Boxing legend Steward dies


Associated Press

Detroit

Emanuel Steward, the owner of the legendary Kronk Gym and a standout trainer for boxers including Thomas Hearns, Evander Holyfield and Oscar De La Hoya, died Thursday. He was 68.

Victoria Kirton, Steward’s executive assistant, said Steward died Thursday at a Chicago hospital. She did not disclose the cause of death.

Steward trained, helped train or managed some of the greatest fighters of the past 40 years out of the Kronk, a dingy, overheated basement gym that produced world champions like Hearns, Sugar Ray Leonard and Lennox Lewis.

Steward was born in West Virginia and moved at the age of 12 to Detroit. In 1963, an 18-year old Steward, fighting as a bantamweight, won the national Golden Gloves tournament. It was Hearns who really put Kronk — and Steward — on the map. The Hitman was the first man to win titles in four divisions — he won five overall — and topped his 155-8 amateur record by going 61-5-1 with 48 knockouts as a pro.

“He brought the very, very best out of me,” Hearns once said of Steward.

The gym for years was seen as a way to keep kids out of trouble and off the streets in southwestern Detroit. In 2006, Detroit shut down the recreation center that houses the gym because of a major budget shortfall.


### What this task involves:
I'd like the records transcribed exactly, leaving the images out.

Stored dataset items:

[Start of Attachment]

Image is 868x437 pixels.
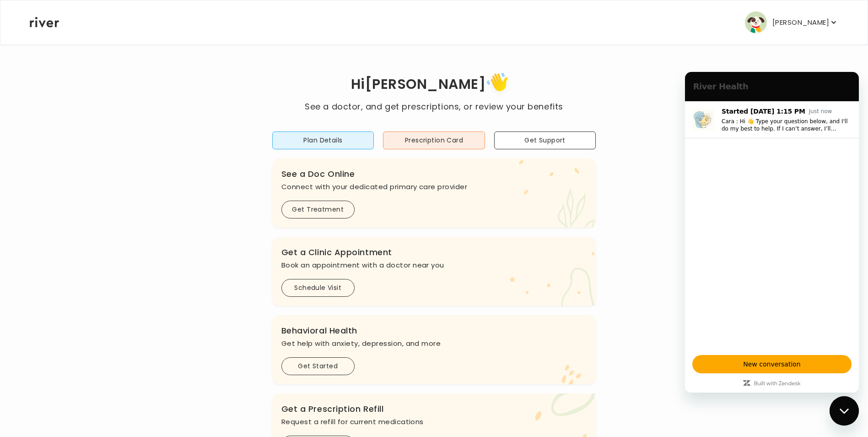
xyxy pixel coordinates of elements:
[281,402,587,415] h3: Get a Prescription Refill
[383,131,485,149] button: Prescription Card
[281,279,354,297] button: Schedule Visit
[685,72,859,392] iframe: Messaging window
[281,168,587,180] h3: See a Doc Online
[494,131,596,149] button: Get Support
[272,131,374,149] button: Plan Details
[305,69,563,100] h1: Hi [PERSON_NAME]
[305,100,563,113] p: See a doctor, and get prescriptions, or review your benefits
[830,396,859,425] iframe: Button to launch messaging window, conversation in progress
[281,337,587,349] p: Get help with anxiety, depression, and more
[745,11,767,34] img: user avatar
[281,324,587,337] h3: Behavioral Health
[281,201,354,218] button: Get Treatment
[773,16,829,29] p: [PERSON_NAME]
[745,11,838,34] button: user avatar[PERSON_NAME]
[281,180,587,193] p: Connect with your dedicated primary care provider
[281,415,587,428] p: Request a refill for current medications
[281,259,587,272] p: Book an appointment with a doctor near you
[281,357,354,375] button: Get Started
[281,246,587,259] h3: Get a Clinic Appointment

[End of Attachment]

### Exercise answer:
Image is 868x437 pixels.
xyxy pixel coordinates of elements:
[281,402,587,415] h3: Get a Prescription Refill
[383,131,485,149] button: Prescription Card
[281,279,354,297] button: Schedule Visit
[685,72,859,392] iframe: Messaging window
[281,168,587,180] h3: See a Doc Online
[494,131,596,149] button: Get Support
[272,131,374,149] button: Plan Details
[305,69,563,100] h1: Hi [PERSON_NAME]
[305,100,563,113] p: See a doctor, and get prescriptions, or review your benefits
[830,396,859,425] iframe: Button to launch messaging window, conversation in progress
[281,337,587,349] p: Get help with anxiety, depression, and more
[745,11,767,34] img: user avatar
[281,324,587,337] h3: Behavioral Health
[281,201,354,218] button: Get Treatment
[773,16,829,29] p: [PERSON_NAME]
[745,11,838,34] button: user avatar[PERSON_NAME]
[281,180,587,193] p: Connect with your dedicated primary care provider
[281,415,587,428] p: Request a refill for current medications
[281,259,587,272] p: Book an appointment with a doctor near you
[281,357,354,375] button: Get Started
[281,246,587,259] h3: Get a Clinic Appointment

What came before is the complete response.